Join us for a conversation with the preeminent filmmaker, literary scholar, journalist, cultural critic, and institution builder, Henry Louis Gates, Jr. Professor Gates has published numerous books and produced and hosted an array of documentary films. The Black Church (PBS) and Frederick Douglass: In Five Speeches (HBO), which he executive produced; each received Emmy nominations. His latest project with Andrew Curran explored the “invention of race” in the 18th century. Who’s Black and Why? publishes essays from the 1739 Bordeaux Royal Academy of Sciences for the first time, shedding light on the theories, inventions, and fantasies that led to categorization of people into racial groups. Finding Your Roots, Gates’s groundbreaking series on genealogy and genetics, returned for its tenth season in January.

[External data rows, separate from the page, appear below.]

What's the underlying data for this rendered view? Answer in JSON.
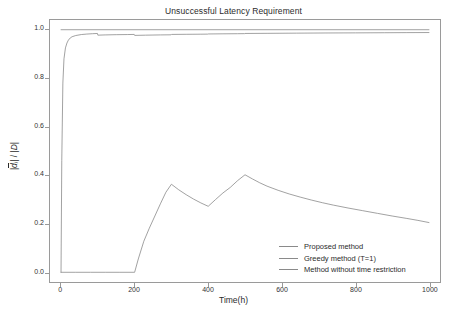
{
  "chart_data": {
    "type": "line",
    "title": "Unsuccessful Latency Requirement",
    "xlabel": "Time(h)",
    "ylabel": "|d̅ᵢ| / |D|",
    "xlim": [
      -30,
      1030
    ],
    "ylim": [
      -0.04,
      1.04
    ],
    "xticks": [
      0,
      200,
      400,
      600,
      800,
      1000
    ],
    "xtick_labels": [
      "0",
      "200",
      "400",
      "600",
      "800",
      "1000"
    ],
    "yticks": [
      0.0,
      0.2,
      0.4,
      0.6,
      0.8,
      1.0
    ],
    "ytick_labels": [
      "0.0",
      "0.2",
      "0.4",
      "0.6",
      "0.8",
      "1.0"
    ],
    "grid": false,
    "legend_position": "lower right",
    "series": [
      {
        "name": "Proposed method",
        "color": "#8a8a8a",
        "x": [
          0,
          2,
          5,
          8,
          12,
          16,
          20,
          25,
          30,
          40,
          55,
          70,
          85,
          99,
          100,
          120,
          150,
          180,
          199,
          200,
          230,
          270,
          299,
          300,
          340,
          380,
          399,
          400,
          440,
          480,
          499,
          500,
          560,
          640,
          720,
          800,
          880,
          940,
          1000
        ],
        "y": [
          0.0,
          0.46,
          0.78,
          0.88,
          0.925,
          0.945,
          0.957,
          0.966,
          0.971,
          0.976,
          0.98,
          0.982,
          0.9835,
          0.9845,
          0.9775,
          0.9785,
          0.9795,
          0.98,
          0.9805,
          0.9765,
          0.9775,
          0.9785,
          0.979,
          0.9805,
          0.981,
          0.9815,
          0.9818,
          0.9825,
          0.983,
          0.9835,
          0.9838,
          0.9845,
          0.985,
          0.9858,
          0.9865,
          0.987,
          0.9875,
          0.988,
          0.9883
        ]
      },
      {
        "name": "Greedy method (T=1)",
        "color": "#8a8a8a",
        "x": [
          0,
          40,
          80,
          120,
          160,
          200,
          210,
          225,
          240,
          255,
          270,
          285,
          300,
          320,
          340,
          360,
          380,
          400,
          420,
          440,
          460,
          480,
          500,
          520,
          540,
          560,
          590,
          620,
          650,
          680,
          710,
          740,
          780,
          820,
          860,
          900,
          940,
          970,
          1000
        ],
        "y": [
          0.0,
          0.0,
          0.0,
          0.0,
          0.0,
          0.0,
          0.055,
          0.128,
          0.182,
          0.232,
          0.282,
          0.33,
          0.363,
          0.34,
          0.32,
          0.302,
          0.286,
          0.272,
          0.3,
          0.327,
          0.35,
          0.378,
          0.402,
          0.385,
          0.369,
          0.355,
          0.338,
          0.323,
          0.31,
          0.298,
          0.287,
          0.277,
          0.265,
          0.254,
          0.243,
          0.232,
          0.222,
          0.214,
          0.205
        ]
      },
      {
        "name": "Method without time restriction",
        "color": "#8a8a8a",
        "x": [
          0,
          1000
        ],
        "y": [
          1.0,
          1.0
        ]
      }
    ]
  },
  "legend": {
    "items": [
      {
        "label": "Proposed method"
      },
      {
        "label": "Greedy method (T=1)"
      },
      {
        "label": "Method without time restriction"
      }
    ]
  },
  "style": {
    "axis_color": "#9a9a9a",
    "text_color": "#2b2b2b",
    "line_color": "#8a8a8a",
    "background": "#ffffff"
  }
}
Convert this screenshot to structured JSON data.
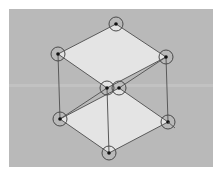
{
  "diagram": {
    "type": "cube-wireframe-editor",
    "colors": {
      "background": "#b9b9b9",
      "face_fill": "#e4e4e4",
      "edge": "#5a5a5a",
      "handle_ring": "#4a4a4a",
      "handle_dot": "#111111"
    },
    "vertices": [
      {
        "id": "top",
        "x": 116,
        "y": 24
      },
      {
        "id": "upper-left",
        "x": 58,
        "y": 54
      },
      {
        "id": "upper-right",
        "x": 166,
        "y": 57
      },
      {
        "id": "upper-front",
        "x": 107,
        "y": 88
      },
      {
        "id": "lower-back",
        "x": 119,
        "y": 88
      },
      {
        "id": "lower-left",
        "x": 60,
        "y": 119
      },
      {
        "id": "lower-right",
        "x": 168,
        "y": 122
      },
      {
        "id": "bottom",
        "x": 109,
        "y": 153
      }
    ]
  }
}
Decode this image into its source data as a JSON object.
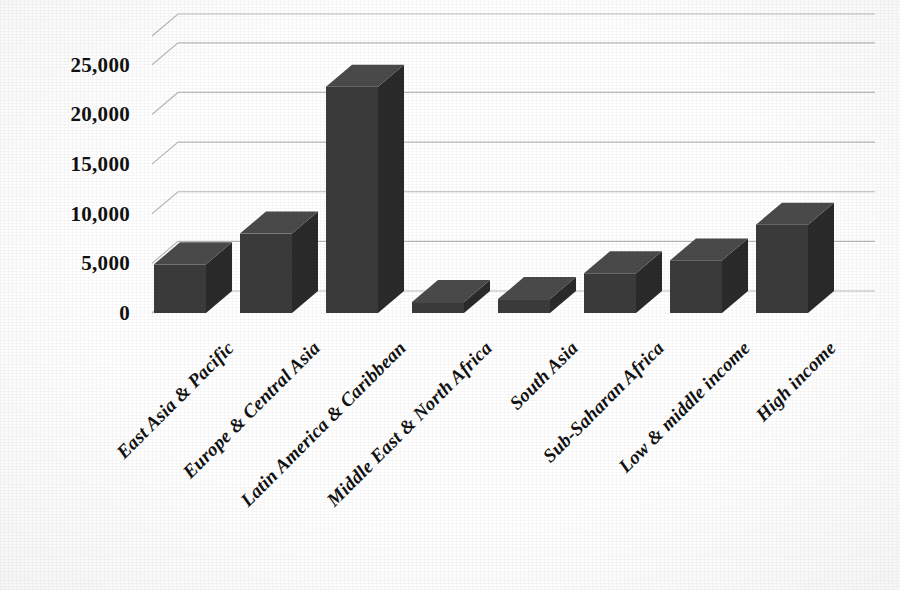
{
  "chart_data": {
    "type": "bar",
    "title": "",
    "subtitle": "",
    "xlabel": "",
    "ylabel": "",
    "categories": [
      "East Asia & Pacific",
      "Europe & Central Asia",
      "Latin America & Caribbean",
      "Middle East & North Africa",
      "South Asia",
      "Sub-Saharan Africa",
      "Low & middle income",
      "High income"
    ],
    "values": [
      4900,
      8000,
      22800,
      1100,
      1400,
      4000,
      5300,
      8900
    ],
    "ylim": [
      0,
      27500
    ],
    "yticks": [
      0,
      5000,
      10000,
      15000,
      20000,
      25000
    ],
    "ytick_labels": [
      "0",
      "5,000",
      "10,000",
      "15,000",
      "20,000",
      "25,000"
    ],
    "grid": true,
    "grid_axis": "y",
    "legend": false,
    "legend_position": "none",
    "style": "3d-column",
    "annotations": []
  },
  "colors": {
    "bar_front": "#3b3b3b",
    "bar_top": "#4a4a4a",
    "bar_side": "#2a2a2a",
    "gridline": "#b9b9b9",
    "axis_text": "#111111",
    "background": "#ffffff"
  }
}
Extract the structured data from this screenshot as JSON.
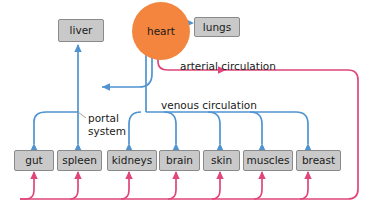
{
  "diagram": {
    "colors": {
      "organ_box_fill": "#c9c9c9",
      "organ_box_border": "#8a8a8a",
      "heart_fill": "#f4853f",
      "venous_blue": "#4f93d1",
      "arterial_pink": "#e0457b",
      "background": "#ffffff",
      "text": "#1a1a1a"
    },
    "nodes": {
      "heart": {
        "label": "heart",
        "shape": "circle"
      },
      "lungs": {
        "label": "lungs",
        "shape": "box"
      },
      "liver": {
        "label": "liver",
        "shape": "box"
      },
      "gut": {
        "label": "gut",
        "shape": "box"
      },
      "spleen": {
        "label": "spleen",
        "shape": "box"
      },
      "kidneys": {
        "label": "kidneys",
        "shape": "box"
      },
      "brain": {
        "label": "brain",
        "shape": "box"
      },
      "skin": {
        "label": "skin",
        "shape": "box"
      },
      "muscles": {
        "label": "muscles",
        "shape": "box"
      },
      "breast": {
        "label": "breast",
        "shape": "box"
      }
    },
    "annotations": {
      "arterial": "arterial circulation",
      "venous": "venous circulation",
      "portal_line1": "portal",
      "portal_line2": "system"
    }
  }
}
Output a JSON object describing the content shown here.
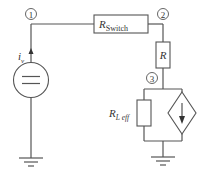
{
  "diagram": {
    "type": "circuit-schematic",
    "nodes": [
      {
        "id": "node-1",
        "label": "1"
      },
      {
        "id": "node-2",
        "label": "2"
      },
      {
        "id": "node-3",
        "label": "3"
      }
    ],
    "components": {
      "current_source": {
        "label": "i",
        "subscript": "v"
      },
      "r_switch": {
        "label": "R",
        "subscript": "Switch"
      },
      "r": {
        "label": "R"
      },
      "r_leff": {
        "label": "R",
        "subscript": "L eff"
      },
      "dependent_source": {
        "label": ""
      }
    },
    "colors": {
      "wire": "#555555",
      "text": "#333333",
      "background": "#ffffff"
    }
  }
}
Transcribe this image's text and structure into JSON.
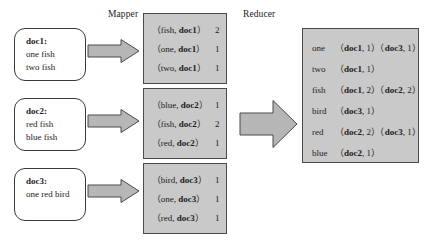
{
  "labels": {
    "mapper": "Mapper",
    "reducer": "Reducer"
  },
  "documents": [
    {
      "title": "doc1:",
      "lines": [
        "one fish",
        "two fish"
      ]
    },
    {
      "title": "doc2:",
      "lines": [
        "red fish",
        "blue fish"
      ]
    },
    {
      "title": "doc3:",
      "lines": [
        "one red bird"
      ]
    }
  ],
  "mapper_outputs": [
    {
      "rows": [
        {
          "open": "（",
          "word": "fish, ",
          "doc": "doc1",
          "close": "）",
          "count": "2"
        },
        {
          "open": "（",
          "word": "one, ",
          "doc": "doc1",
          "close": "）",
          "count": "1"
        },
        {
          "open": "（",
          "word": "two, ",
          "doc": "doc1",
          "close": "）",
          "count": "1"
        }
      ]
    },
    {
      "rows": [
        {
          "open": "（",
          "word": "blue, ",
          "doc": "doc2",
          "close": "）",
          "count": "1"
        },
        {
          "open": "（",
          "word": "fish, ",
          "doc": "doc2",
          "close": "）",
          "count": "2"
        },
        {
          "open": "（",
          "word": "red, ",
          "doc": "doc2",
          "close": "）",
          "count": "1"
        }
      ]
    },
    {
      "rows": [
        {
          "open": "（",
          "word": "bird, ",
          "doc": "doc3",
          "close": "）",
          "count": "1"
        },
        {
          "open": "（",
          "word": "one, ",
          "doc": "doc3",
          "close": "）",
          "count": "1"
        },
        {
          "open": "（",
          "word": "red, ",
          "doc": "doc3",
          "close": "）",
          "count": "1"
        }
      ]
    }
  ],
  "reducer_output": {
    "rows": [
      {
        "key": "one",
        "postings": [
          {
            "doc": "doc1",
            "count": "1"
          },
          {
            "doc": "doc3",
            "count": "1"
          }
        ]
      },
      {
        "key": "two",
        "postings": [
          {
            "doc": "doc1",
            "count": "1"
          }
        ]
      },
      {
        "key": "fish",
        "postings": [
          {
            "doc": "doc1",
            "count": "2"
          },
          {
            "doc": "doc2",
            "count": "2"
          }
        ]
      },
      {
        "key": "bird",
        "postings": [
          {
            "doc": "doc3",
            "count": "1"
          }
        ]
      },
      {
        "key": "red",
        "postings": [
          {
            "doc": "doc2",
            "count": "2"
          },
          {
            "doc": "doc3",
            "count": "1"
          }
        ]
      },
      {
        "key": "blue",
        "postings": [
          {
            "doc": "doc2",
            "count": "1"
          }
        ]
      }
    ]
  },
  "colors": {
    "gray_fill": "#c9c9c9",
    "arrow_fill": "#b6b6b6",
    "border": "#4a4a4a",
    "text": "#1b1b1b"
  }
}
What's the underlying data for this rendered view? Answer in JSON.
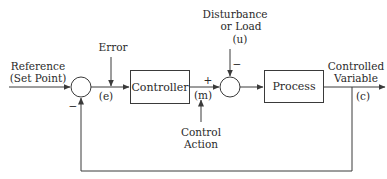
{
  "diagram": {
    "type": "feedback-control-block-diagram",
    "blocks": {
      "controller": "Controller",
      "process": "Process"
    },
    "labels": {
      "reference_line1": "Reference",
      "reference_line2": "(Set Point)",
      "error": "Error",
      "error_symbol": "(e)",
      "plus_sign": "+",
      "m_symbol": "(m)",
      "control_line1": "Control",
      "control_line2": "Action",
      "disturbance_line1": "Disturbance",
      "disturbance_line2": "or Load",
      "u_symbol": "(u)",
      "disturbance_minus": "−",
      "feedback_minus": "−",
      "output_line1": "Controlled",
      "output_line2": "Variable",
      "c_symbol": "(c)"
    },
    "colors": {
      "line": "#3a3a3a",
      "text": "#2a2a2a",
      "background": "#ffffff"
    }
  }
}
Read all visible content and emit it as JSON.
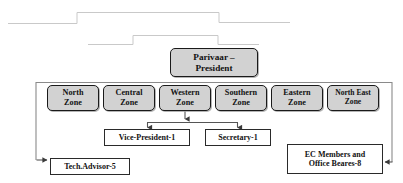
{
  "diagram": {
    "type": "organizational-chart",
    "title_node": {
      "id": "president",
      "label": "Parivaar –\nPresident"
    },
    "zones": [
      {
        "id": "north",
        "label": "North\nZone"
      },
      {
        "id": "central",
        "label": "Central\nZone"
      },
      {
        "id": "western",
        "label": "Western\nZone"
      },
      {
        "id": "southern",
        "label": "Southern\nZone"
      },
      {
        "id": "eastern",
        "label": "Eastern\nZone"
      },
      {
        "id": "north-east",
        "label": "North East\nZone"
      }
    ],
    "roles": {
      "vice_president": "Vice-President-1",
      "secretary": "Secretary-1",
      "tech_advisor": "Tech.Advisor-5",
      "ec_members": "EC Members and\nOffice Beares-8"
    },
    "colors": {
      "zone_fill": "#d2d2d2",
      "node_stroke": "#1a1a1a",
      "plain_fill": "#ffffff",
      "connector": "#555555",
      "artifact_line": "#c9c9c9"
    }
  }
}
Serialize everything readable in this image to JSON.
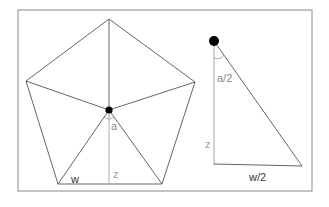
{
  "diagram": {
    "type": "geometry",
    "left_figure": {
      "shape": "regular pentagon divided into 5 triangles from center",
      "labels": {
        "angle": "a",
        "height": "z",
        "base": "w"
      }
    },
    "right_figure": {
      "shape": "right triangle",
      "labels": {
        "angle": "a/2",
        "height": "z",
        "base": "w/2"
      }
    },
    "colors": {
      "line": "#555555",
      "gray_line": "#9a9a9a",
      "gray_text": "#8a8a8a",
      "dark_text": "#333333",
      "dot": "#000000",
      "frame": "#888888"
    }
  }
}
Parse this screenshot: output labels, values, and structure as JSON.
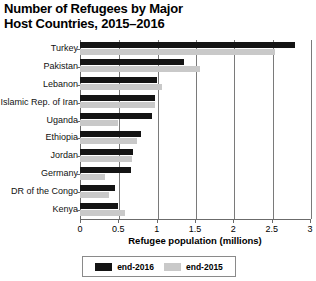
{
  "title": {
    "line1": "Number of Refugees by Major",
    "line2": "Host Countries, 2015–2016"
  },
  "legend": {
    "items": [
      {
        "label": "end-2016",
        "color": "#141414"
      },
      {
        "label": "end-2015",
        "color": "#c9c9c9"
      }
    ]
  },
  "chart_data": {
    "type": "bar",
    "orientation": "horizontal",
    "title": "Number of Refugees by Major Host Countries, 2015–2016",
    "xlabel": "Refugee  population (millions)",
    "ylabel": "",
    "xlim": [
      0,
      3
    ],
    "xticks": [
      0,
      0.5,
      1,
      1.5,
      2,
      2.5,
      3
    ],
    "xticklabels": [
      "0",
      "0.5",
      "1",
      "1.5",
      "2",
      "2.5",
      "3"
    ],
    "grid": true,
    "legend_position": "bottom",
    "categories": [
      "Turkey",
      "Pakistan",
      "Lebanon",
      "Islamic Rep. of Iran",
      "Uganda",
      "Ethiopia",
      "Jordan",
      "Germany",
      "DR of the Congo",
      "Kenya"
    ],
    "series": [
      {
        "name": "end-2016",
        "color": "#141414",
        "values": [
          2.8,
          1.35,
          1.01,
          0.98,
          0.94,
          0.79,
          0.69,
          0.67,
          0.45,
          0.49
        ]
      },
      {
        "name": "end-2015",
        "color": "#c9c9c9",
        "values": [
          2.54,
          1.56,
          1.07,
          0.98,
          0.5,
          0.74,
          0.68,
          0.32,
          0.38,
          0.59
        ]
      }
    ]
  }
}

If you had one question to ask this very special guest, what would it be? We’ll gather your questions and spend a lively hour and a half in a wide-ranging conversation.

PRESENTER
Henry Louis Gates Jr. is the Alphonse Fletcher University Professor and Director of the Hutching Center for African and African American Research at Harvard University.

  54. The Mongol Derby – Anything Can (and Will) Happen

  • DATE/TIME: Friday, Apr 19, 1:30 – 3:00
  • Enrollment Unlimited

The Mongol Derby has been touted as the longest and hardest horse race in the world. A 1,000 km (621 mile) race on semi-feral ponies across the Mongolian steppe, the Derby is not for the faint of heart. Our speaker shares her compelling personal story, reflecting on her decision to ride in the race, the lengthy preparation it took to get there, and the unbelievable outcome for her. She will also talk about the beauty of Mongolia, its people, and their relationship to the animals that live on the steppe.

PRESENTER
Rebecca Hester is an associate professor in the Department of Science, Technology and Society and the Associate Director of Education at the Center for Refugee, Migrant and Displacement Studies at Virginia Tech. She has been riding (and falling off) horses since she was five.